Search results for ""Author Thomas Raymen""
Emerald Publishing Limited Parkour, Deviance and Leisure in the Late-Capitalist City: An Ethnography
Taking us on an ethnographic journey into the spatially transgressive practice of parkour and freerunning, Parkour, Deviance and Leisure in the Late-Capitalist City: An Ethnography attempts to explain and untangle some of the contradictions that surround this popular lifestyle sport and its exclusion from our hyper-regulated cities. While the existing criminological wisdom suggests that these practices are a form of politicised resistance, this book positions parkour and freerunning as hyper-conformist to the underlying values of consumer capitalism and explains how late-capitalism has created a contradiction for itself in which it must stoke desire for these lifestyle practices whilst also excluding their free practice from central urban spaces. Drawing on the emergent deviant leisure perspective, this book takes us into the life-worlds of young people who are attempting to navigate the challenges and anxieties of early adulthood.
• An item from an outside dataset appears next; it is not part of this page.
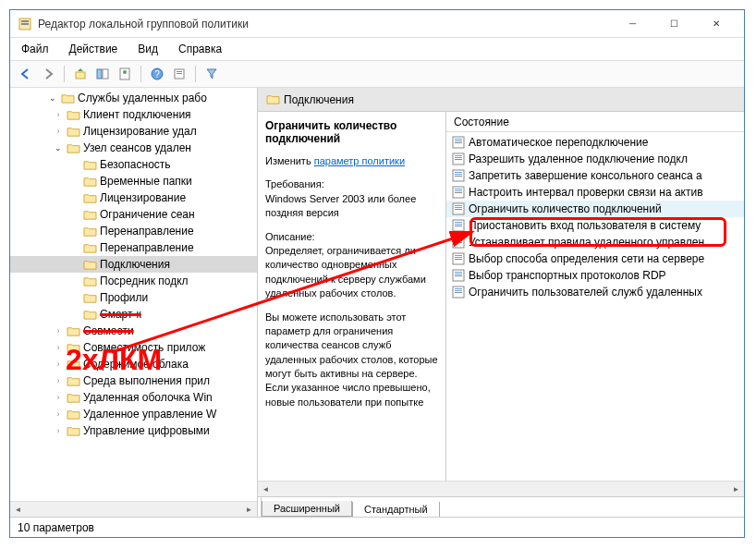 The height and width of the screenshot is (549, 756). I want to click on tree-item: ›Совмести, so click(133, 331).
For the young people in this study, consumer capitalism's commodification of rebellious iconography offered unique identities of 'cool individualism' and opportunities for flexibilised employment; while the post-industrial 'creative city' attempted to harness parkour's practice, prohibitively if necessary, into approved spatial contexts under the buzzwords of 'culture' and 'creativity'. This book offers a vital contribution to the criminological literature on spatial transgression, and in doing so, engages in a critical reappraisal of the evolution of the relationships between work, leisure, identity and urban space in consumer capitalism.
£73.01
Bristol University Press Luxury and Corruption: Challenging the Anti-Corruption Consensus
The world has been bombarded in recent years with images of the luxurious lives and wealth of corrupt oligarchs and kleptocrats, amassed at the expense of ordinary people. Such images exploit our feelings of injustice, are taken as indicative of moral decay, and inspire a desire to purge our economies of dirty money, objects, and people. But why do anti-corruption efforts routinely fail? What kind of world are they creating? Looking at luxury art, antiquities, superyachts, and populist politics, this book explores the connection between luxury and corruption, and offers an alternative to the received wisdom of how we tackle corruption.
£76.50
Bristol University Press Luxury and Corruption: Challenging the Anti-Corruption Consensus
The world has been bombarded in recent years with images of the luxurious lives and wealth of corrupt oligarchs and kleptocrats, amassed at the expense of ordinary people. Such images exploit our feelings of injustice, are taken as indicative of moral decay, and inspire a desire to purge our economies of dirty money, objects, and people. But why do anti-corruption efforts routinely fail? What kind of world are they creating? Looking at luxury art, antiquities, superyachts, and populist politics, this book explores the connection between luxury and corruption, and offers an alternative to the received wisdom of how we tackle corruption.